John Coltrane: Live at Birdland
Album #42 - January 1964
Episode date - September 28, 2016
Back in 1964, jazz music was not on the radar of youth culture. Unless you were born to the Marsalis family in New Orleans, chances are that the only jazz you heard growing up was on Saturday morning cartoons or maybe ‘Ed Sullivan’ or some other variety show.
With the British Invasion in full swing, jazz was rendered moot, even for a large percentage of the older populace. The sudden stylistic change certainly caused a great deal of resentment among the jazz cognoscenti, but what did they expect? The genre had evolved from the ‘40s pop music of swing to the much more elitist ’50s be-bop style, taking it so far away from populist taste that even most adults found it too demanding, and the generation of kids raised on rock and roll had no use for jazz at all. I was one of those ‘British Invasion’ kids, so jazz didn’t seriously enter my consciousness until I was nearly twenty years old.
By then, it seemed obvious that to appear well rounded and intelligent, you needed to have at least a passing knowledge of jazz, so a few friends and I dabbled in albums by the most lauded artists like Miles Davis, Thelonious Monk, Charles Mingus and John Coltrane. Each of these artists had catalogs that were impossibly deep and complex, so we dug through discount bins and hoped to get lucky. Based on critical opinion, the must-have albums by Coltrane were “A Love Supreme” and “Blue Trane,” and if you were especially adventurous, his Atlantic albums “My Favorite Things” and “Giant Steps” (all except “A Love Supreme” were released before 1964). To my young ears, these records sounded like gas music from Jupiter. The music was completely foreign to a generation raised on the Beatles, Bob Dylan and the Monkees, so jazz records sat in my collection like strange anomalies, sometimes played on Sunday morning while reading the New York Times.
It wasn’t until I grew older that this music finally started to penetrate my cranium to the point where it could be understood and genuinely appreciated for its greatness. By then, I also realized that these artists had catalogs that went much, much deeper than the few releases hailed by populist critics. Slowly, I started to dabble with alleged ‘obscurities’, and often found music that was by turns challenging and breathtaking.
Late in my life, much later than I want to admit, I finally listened to Coltrane’s “Live at Birdland.” Until that point, I avoided it, thinking it might have poor sound, like the live Charlie Parker recordings. What a fool I was. The very first time I heard “Live at Birdland” I knew it was special, but even then I couldn’t know that it would eventually become one of my all-time favorite albums. What makes it special to me is that it captures the multi-faceted nature of Coltrane’s greatness, with phenomenal group interplay (“Afro Blue” is jazz quartet perfection), a stunning unaccompanied solo that conveys passion and control simultaneously (his ending coda on “I Want to Talk About You”) and some of the most emotionally vested jazz music I’d ever heard (“Alabama,” an elegy to the four girls who were murdered during a church bombing in September, 1963 can draw tears).
The record never seemed to get its due from critical circles, and even the label, ‘Impulse!’ seemed indifferent, mixing studio tracks in with the live recordings, and leaving poor edits on some tracks. It’s enough to give the impression that this is just some slipshod release that was never given much thought by the artist, but the music speaks volumes beyond these superficial gaffes. If, like I once was, you are a novice trying to find a gateway to great jazz, I can hardly think of a better selection than Coltrane’s “Live at Birdland.”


### [Exercise brief]
Work out how many lines of the material contain the string "Members". Respond with the number only.

### [Given records]
################
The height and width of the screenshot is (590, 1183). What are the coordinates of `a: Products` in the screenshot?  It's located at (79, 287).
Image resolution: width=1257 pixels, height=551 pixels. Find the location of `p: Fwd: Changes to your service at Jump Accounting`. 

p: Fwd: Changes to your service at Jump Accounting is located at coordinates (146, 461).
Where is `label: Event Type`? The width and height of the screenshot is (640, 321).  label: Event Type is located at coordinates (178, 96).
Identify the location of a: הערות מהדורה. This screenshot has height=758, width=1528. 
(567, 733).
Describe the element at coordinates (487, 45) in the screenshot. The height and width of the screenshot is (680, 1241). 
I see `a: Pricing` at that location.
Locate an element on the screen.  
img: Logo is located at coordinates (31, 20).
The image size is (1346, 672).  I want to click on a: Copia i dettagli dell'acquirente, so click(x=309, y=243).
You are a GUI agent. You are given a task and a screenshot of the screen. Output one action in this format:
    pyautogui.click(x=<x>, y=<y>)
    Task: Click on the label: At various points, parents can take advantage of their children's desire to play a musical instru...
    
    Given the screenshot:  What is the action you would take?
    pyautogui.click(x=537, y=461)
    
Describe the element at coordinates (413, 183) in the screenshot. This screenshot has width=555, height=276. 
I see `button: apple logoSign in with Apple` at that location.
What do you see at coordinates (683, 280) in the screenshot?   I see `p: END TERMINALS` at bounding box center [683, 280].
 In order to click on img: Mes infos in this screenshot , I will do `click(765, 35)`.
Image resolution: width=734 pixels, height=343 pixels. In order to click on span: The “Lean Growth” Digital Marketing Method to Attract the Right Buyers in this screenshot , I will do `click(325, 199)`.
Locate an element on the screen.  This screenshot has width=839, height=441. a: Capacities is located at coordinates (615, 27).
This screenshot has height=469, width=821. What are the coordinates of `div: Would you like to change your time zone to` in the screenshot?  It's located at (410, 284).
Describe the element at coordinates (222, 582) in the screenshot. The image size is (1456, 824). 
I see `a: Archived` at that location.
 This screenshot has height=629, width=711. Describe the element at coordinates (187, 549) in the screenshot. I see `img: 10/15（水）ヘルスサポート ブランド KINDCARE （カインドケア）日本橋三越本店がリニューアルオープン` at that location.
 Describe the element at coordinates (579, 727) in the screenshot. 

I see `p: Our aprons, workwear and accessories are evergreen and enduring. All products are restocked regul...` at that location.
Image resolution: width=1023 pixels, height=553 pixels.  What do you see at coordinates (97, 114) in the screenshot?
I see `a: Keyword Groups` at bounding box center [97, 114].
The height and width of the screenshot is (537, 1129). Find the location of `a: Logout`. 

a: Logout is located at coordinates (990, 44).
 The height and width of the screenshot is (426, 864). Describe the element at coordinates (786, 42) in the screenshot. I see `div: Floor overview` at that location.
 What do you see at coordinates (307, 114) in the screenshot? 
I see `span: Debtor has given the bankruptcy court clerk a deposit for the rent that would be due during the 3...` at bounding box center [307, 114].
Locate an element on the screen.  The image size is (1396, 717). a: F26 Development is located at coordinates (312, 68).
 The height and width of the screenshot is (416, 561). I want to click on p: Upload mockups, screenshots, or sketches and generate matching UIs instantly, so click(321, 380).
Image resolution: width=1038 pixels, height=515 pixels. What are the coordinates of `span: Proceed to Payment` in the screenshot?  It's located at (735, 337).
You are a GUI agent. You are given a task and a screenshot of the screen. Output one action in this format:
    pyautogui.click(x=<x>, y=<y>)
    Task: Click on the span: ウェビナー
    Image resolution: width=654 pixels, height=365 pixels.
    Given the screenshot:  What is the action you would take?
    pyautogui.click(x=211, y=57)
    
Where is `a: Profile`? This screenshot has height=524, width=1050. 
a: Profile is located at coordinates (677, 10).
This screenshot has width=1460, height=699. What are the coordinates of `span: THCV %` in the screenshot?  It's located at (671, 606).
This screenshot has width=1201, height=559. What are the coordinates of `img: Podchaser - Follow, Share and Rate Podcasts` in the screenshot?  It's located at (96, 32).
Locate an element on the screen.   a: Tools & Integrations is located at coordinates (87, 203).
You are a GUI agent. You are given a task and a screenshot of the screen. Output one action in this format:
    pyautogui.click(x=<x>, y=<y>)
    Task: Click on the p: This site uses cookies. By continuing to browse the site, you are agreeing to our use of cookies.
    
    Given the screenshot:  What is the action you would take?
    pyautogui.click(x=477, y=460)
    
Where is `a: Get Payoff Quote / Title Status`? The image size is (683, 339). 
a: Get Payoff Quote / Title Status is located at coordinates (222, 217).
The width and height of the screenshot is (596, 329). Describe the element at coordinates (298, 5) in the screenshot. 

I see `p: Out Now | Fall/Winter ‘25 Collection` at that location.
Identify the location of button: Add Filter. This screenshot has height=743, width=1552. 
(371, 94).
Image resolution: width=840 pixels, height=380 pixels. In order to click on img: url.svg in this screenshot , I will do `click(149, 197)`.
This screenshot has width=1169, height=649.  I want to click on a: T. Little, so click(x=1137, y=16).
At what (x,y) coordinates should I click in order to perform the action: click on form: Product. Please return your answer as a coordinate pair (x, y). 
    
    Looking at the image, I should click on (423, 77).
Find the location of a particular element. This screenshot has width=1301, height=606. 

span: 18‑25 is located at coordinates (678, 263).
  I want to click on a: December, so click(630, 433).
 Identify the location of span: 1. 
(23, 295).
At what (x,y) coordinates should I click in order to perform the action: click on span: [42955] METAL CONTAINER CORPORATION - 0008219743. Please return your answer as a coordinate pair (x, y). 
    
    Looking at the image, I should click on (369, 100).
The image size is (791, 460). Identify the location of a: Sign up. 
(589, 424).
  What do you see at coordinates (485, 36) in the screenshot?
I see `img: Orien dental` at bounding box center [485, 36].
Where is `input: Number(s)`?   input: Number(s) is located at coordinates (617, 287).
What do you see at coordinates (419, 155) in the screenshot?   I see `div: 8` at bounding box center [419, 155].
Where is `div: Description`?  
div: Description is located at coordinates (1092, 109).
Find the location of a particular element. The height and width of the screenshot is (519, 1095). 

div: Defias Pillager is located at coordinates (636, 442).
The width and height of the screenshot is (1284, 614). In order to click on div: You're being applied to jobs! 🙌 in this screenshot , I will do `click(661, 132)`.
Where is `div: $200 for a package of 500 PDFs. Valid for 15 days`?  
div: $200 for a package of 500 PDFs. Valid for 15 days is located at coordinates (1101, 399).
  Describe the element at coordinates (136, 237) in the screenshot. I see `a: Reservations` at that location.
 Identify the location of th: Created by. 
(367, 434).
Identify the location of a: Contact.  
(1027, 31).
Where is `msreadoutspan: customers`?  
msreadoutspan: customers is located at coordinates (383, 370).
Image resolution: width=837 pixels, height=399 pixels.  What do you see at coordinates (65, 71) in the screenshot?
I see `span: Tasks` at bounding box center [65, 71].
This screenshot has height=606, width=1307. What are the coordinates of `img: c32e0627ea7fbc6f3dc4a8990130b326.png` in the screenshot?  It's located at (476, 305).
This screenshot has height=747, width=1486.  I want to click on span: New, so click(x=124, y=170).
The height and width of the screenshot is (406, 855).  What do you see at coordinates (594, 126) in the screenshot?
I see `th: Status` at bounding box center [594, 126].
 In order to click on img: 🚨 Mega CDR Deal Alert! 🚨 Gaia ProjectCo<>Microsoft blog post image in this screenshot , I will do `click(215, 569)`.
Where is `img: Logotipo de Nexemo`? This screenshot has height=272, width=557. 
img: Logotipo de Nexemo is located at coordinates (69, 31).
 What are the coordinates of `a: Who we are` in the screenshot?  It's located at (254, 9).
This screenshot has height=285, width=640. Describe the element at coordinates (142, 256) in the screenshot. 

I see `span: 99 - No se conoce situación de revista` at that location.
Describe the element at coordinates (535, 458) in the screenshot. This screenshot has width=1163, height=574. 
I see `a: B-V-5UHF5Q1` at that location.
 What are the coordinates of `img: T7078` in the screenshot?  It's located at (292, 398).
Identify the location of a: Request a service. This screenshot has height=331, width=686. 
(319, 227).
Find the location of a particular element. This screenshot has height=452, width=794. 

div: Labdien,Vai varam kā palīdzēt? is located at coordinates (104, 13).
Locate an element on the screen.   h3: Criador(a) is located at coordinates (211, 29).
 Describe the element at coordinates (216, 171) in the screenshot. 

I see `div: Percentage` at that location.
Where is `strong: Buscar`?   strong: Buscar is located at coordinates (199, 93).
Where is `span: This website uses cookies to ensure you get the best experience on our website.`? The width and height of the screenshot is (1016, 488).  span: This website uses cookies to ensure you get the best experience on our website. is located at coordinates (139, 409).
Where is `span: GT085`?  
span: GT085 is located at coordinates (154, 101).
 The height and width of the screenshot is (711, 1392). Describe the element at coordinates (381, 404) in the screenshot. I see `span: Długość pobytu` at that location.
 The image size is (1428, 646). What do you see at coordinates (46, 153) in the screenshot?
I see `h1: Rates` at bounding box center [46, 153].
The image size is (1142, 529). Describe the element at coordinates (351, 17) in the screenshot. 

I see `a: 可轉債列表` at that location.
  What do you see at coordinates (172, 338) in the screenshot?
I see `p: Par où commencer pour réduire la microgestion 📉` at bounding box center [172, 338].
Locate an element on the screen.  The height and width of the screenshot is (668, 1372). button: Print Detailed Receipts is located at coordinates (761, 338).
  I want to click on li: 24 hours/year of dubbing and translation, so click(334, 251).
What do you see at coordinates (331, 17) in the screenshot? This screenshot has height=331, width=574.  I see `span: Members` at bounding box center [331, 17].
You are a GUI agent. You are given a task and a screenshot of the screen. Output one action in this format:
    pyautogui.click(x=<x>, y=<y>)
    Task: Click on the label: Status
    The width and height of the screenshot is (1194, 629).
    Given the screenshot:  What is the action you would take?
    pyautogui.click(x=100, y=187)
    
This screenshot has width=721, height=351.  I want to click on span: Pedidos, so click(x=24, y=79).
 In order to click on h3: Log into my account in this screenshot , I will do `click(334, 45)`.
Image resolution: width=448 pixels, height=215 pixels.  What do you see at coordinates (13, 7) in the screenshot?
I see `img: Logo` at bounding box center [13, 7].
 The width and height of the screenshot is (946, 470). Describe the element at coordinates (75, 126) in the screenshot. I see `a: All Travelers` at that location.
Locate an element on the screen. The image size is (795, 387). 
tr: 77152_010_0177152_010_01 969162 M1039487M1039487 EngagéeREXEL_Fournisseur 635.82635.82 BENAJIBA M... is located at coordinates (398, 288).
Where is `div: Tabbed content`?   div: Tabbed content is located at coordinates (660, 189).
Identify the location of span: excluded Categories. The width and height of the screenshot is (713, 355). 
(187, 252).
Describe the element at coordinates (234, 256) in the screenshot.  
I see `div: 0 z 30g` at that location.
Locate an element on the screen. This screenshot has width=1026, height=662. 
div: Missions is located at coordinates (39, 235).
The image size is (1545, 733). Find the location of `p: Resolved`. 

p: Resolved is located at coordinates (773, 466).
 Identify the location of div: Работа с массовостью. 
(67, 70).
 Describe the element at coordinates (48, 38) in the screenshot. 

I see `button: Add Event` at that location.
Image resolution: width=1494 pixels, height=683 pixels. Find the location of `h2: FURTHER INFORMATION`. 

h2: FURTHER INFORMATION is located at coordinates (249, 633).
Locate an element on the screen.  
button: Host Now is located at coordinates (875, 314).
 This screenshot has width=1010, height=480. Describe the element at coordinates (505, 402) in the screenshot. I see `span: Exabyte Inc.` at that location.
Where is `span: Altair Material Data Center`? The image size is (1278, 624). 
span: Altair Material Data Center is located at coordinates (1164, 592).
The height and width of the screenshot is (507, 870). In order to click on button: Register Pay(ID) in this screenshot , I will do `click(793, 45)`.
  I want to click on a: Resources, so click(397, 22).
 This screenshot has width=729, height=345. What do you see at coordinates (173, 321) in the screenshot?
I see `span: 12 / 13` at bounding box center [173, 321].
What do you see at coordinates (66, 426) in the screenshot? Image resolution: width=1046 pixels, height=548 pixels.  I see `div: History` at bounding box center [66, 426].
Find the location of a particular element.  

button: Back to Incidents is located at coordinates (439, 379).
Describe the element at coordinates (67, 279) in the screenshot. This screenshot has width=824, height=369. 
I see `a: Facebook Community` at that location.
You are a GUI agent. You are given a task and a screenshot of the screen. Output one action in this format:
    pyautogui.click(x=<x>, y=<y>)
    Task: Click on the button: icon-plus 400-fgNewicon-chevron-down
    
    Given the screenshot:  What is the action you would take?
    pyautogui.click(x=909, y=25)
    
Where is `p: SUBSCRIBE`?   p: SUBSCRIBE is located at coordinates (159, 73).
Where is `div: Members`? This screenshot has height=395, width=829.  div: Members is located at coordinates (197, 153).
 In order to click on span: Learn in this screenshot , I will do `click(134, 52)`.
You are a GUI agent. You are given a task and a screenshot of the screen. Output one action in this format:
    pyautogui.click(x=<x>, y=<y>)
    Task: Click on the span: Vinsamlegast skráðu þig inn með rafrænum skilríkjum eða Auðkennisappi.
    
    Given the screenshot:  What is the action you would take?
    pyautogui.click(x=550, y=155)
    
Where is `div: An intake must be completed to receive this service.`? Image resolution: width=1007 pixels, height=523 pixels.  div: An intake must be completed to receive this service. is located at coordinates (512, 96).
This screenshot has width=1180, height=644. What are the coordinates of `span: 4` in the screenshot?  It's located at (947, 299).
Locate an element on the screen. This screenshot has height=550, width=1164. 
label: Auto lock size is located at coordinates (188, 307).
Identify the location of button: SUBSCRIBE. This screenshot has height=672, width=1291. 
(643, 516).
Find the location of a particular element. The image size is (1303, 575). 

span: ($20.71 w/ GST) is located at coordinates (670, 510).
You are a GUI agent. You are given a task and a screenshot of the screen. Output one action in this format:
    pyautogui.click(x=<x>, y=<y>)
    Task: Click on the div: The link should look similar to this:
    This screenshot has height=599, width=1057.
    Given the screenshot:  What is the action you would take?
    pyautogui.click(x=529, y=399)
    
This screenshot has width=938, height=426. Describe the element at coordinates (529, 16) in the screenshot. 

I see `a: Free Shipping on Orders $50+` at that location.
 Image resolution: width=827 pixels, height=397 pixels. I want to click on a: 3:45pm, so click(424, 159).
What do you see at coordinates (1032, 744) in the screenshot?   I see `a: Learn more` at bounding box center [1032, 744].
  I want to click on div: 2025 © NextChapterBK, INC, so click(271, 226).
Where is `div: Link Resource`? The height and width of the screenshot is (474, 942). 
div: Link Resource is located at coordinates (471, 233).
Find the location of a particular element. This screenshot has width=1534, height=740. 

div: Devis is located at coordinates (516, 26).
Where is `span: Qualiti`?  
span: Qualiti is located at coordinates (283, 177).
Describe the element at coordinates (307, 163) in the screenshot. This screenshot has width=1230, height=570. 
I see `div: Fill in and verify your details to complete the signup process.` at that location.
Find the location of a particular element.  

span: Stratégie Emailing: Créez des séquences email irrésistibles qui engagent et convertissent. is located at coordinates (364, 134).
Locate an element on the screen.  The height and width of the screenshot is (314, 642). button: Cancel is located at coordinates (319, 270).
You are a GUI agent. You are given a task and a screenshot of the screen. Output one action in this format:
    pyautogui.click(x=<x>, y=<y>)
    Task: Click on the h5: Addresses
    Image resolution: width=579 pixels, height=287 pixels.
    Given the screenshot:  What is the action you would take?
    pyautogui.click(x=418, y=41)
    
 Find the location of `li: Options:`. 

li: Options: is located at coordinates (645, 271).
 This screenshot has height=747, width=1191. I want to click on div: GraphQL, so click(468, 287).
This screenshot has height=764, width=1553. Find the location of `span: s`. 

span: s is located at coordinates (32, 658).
################
### [Exercise solution]
2